Size & Type
Other
I often find myself frustrated tasting through hundreds of wines a week. Too boring, to ripe, to technical, just no fun. Speeding through a trade tasting of wines from around the world, I was about ready to walk out when I spied a few wines that made me pause. Paolo Scarvino’s Baroli. The afternoon turned into an epic success. In front of may lay a cluster of real wines. Cru, single vineyard, Baroli this beautiful are less common than you think! These were wines that inspired, poured by Riccardo who clearly knew what he was talking about, lived it, breathed it. It seems passion runs through the veins of the entire business!
Looking at Scavino’s website I found these words which sum up the Paolo Scavino wines:
“Through over 60 years of experience his focus has been to invest on important cru of Nebbiolo to show the uniqueness of each terroir.
Their work is inspired by the love and respect they have for their territory and they pursue purity of expression, complexity and elegance for their wines from the three local grapes Dolcetto, Barbera and Nebbiolo.”
The most important words: respect, purity of expression, complexity, and elegance.
Combine these with a winemaking approach that clearly demonstrates the wisdom that only time and experience can afford a winemaker, and, the results are individual wines of great personality and intrigue. These are the kind of wines that shift you from very good to great.
“He has an open, sunny face and looks at you with confidence because he knows he will never find the words to defend his world but that his wines can defend themselves… He seems an old-fashioned man but he chose to be a winegrower and knows how to observe progress without any conservative reactionary. For each wine produced, depending on the vintage, the right path is chosen without blindly following tradition and without passively following every innovation. He does not love excess” – Luigi Veronelli, I vignaioli storici, volume n.3, testi di Nichi Stefi, Mediolanum Editori Associati, 1988
With a clear transition underway to his daughters Enrica and Elisa it looks like Paolo Scavino will be in good hands for decades to come.

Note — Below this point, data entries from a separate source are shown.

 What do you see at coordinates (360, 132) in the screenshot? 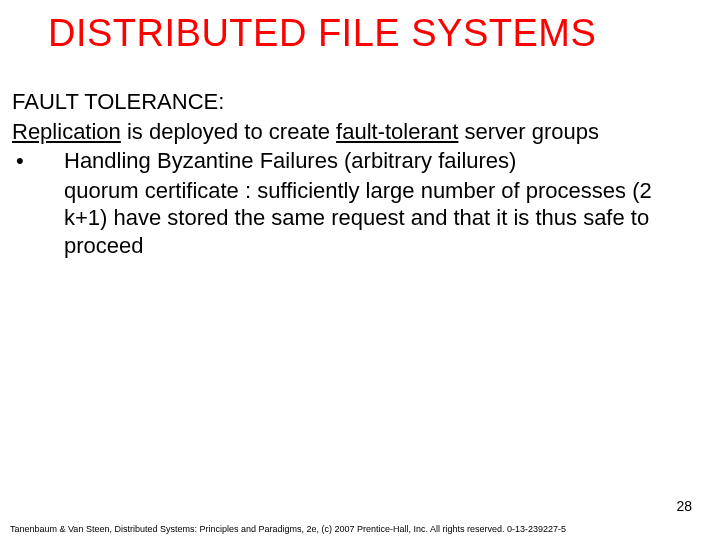
I see `intro-line: Replication is deployed to create fault-…` at bounding box center [360, 132].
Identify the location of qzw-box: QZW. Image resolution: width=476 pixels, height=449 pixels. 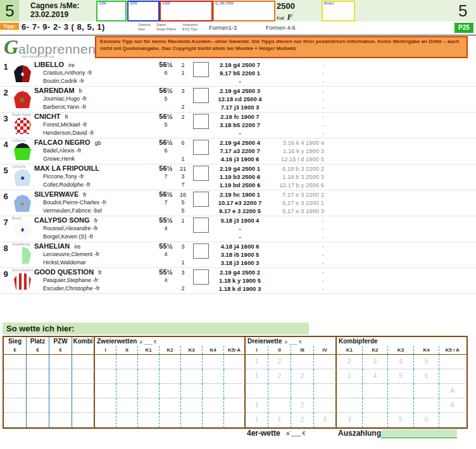
(143, 11).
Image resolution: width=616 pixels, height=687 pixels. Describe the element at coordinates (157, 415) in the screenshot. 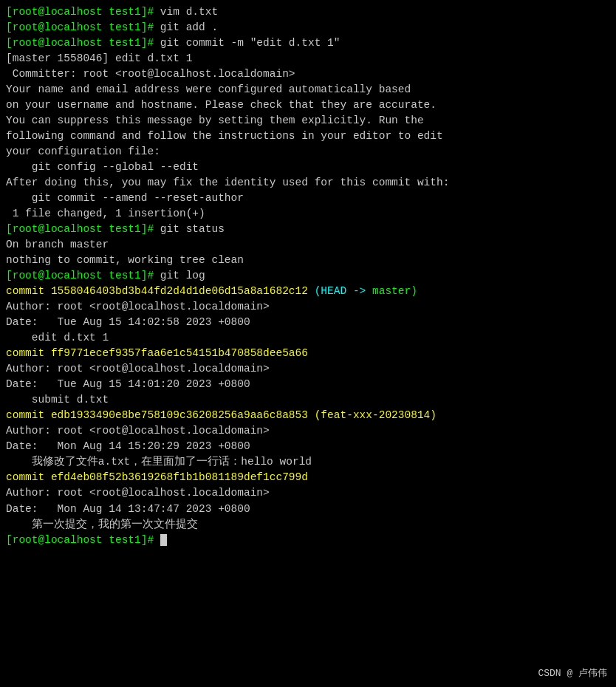

I see `commit-hash: commit edb1933490e8be758109c36208256a9aa…` at that location.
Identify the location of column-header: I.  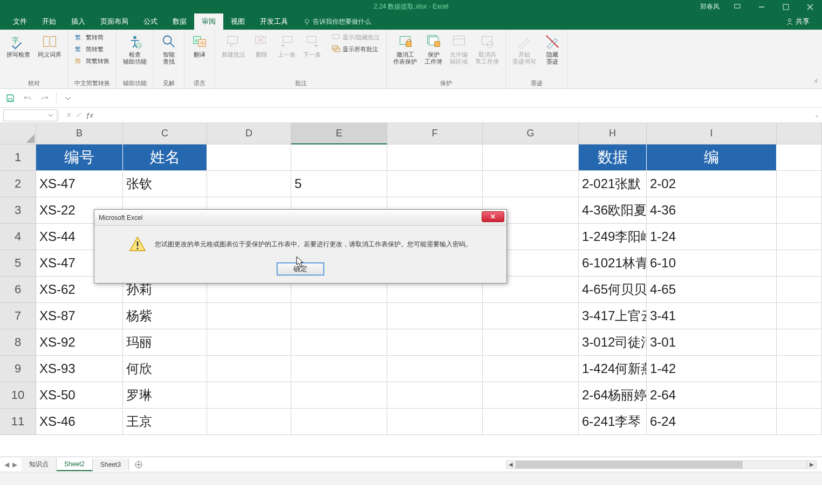
(712, 134).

Founded in 1921 in Castiglione Falletto, Paolo Scavino under the guidance of Enrico, and, now his daughters, Enrica and Elisa have amassed a superb collection of Cru vineyards in Barolo, representing 20 of 29 hectares with parcels across each of the communes.
These are some of the best sites across Barolo. Click the map to link to an interactive page on Scavino’s website.

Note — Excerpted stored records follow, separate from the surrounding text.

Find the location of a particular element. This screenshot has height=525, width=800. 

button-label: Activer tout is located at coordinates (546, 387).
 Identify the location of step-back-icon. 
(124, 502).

This wine draws its fruit from a half hectare of vines that have often suffered in the hot years, and it will be discontinued as of the 2018 vintage. The Scavino family was not able to renew their lease here. There is a lovely elegance to this 2015 Barolo Cannubi, due largely to the high elevation of this parcel, where there is more dryness in the topsoil and more erosion, resulting in less plant vigor. It is made from smaller grape clusters. There is more concentration to this Barolo as well, and the tannins are never too powerful. But the low yields in the past and the general challenge to growing here make for more difficulty than it is worth, so I suppose this 2015 vintage could be considered something of a collector's item as a result.
It’s the fruit tea and hibiscus that really lifts this, not to mention the roasted herbs that lurk beneath the surface. But there’s no shortage of dried fruit either, whether it be dried cherries, dried plums or Christmas cake. It’s a real mouth-coater, showing sheer elegance in a bottle, encapsulated in the tannins that weave an ornate tapestry, hung between every corner of the palate. Full-bodied and very, very long. Best ever? Drink in 2025.
Where in the world does the magic happen?
Paolo Scavino
You must be logged in to post a comment.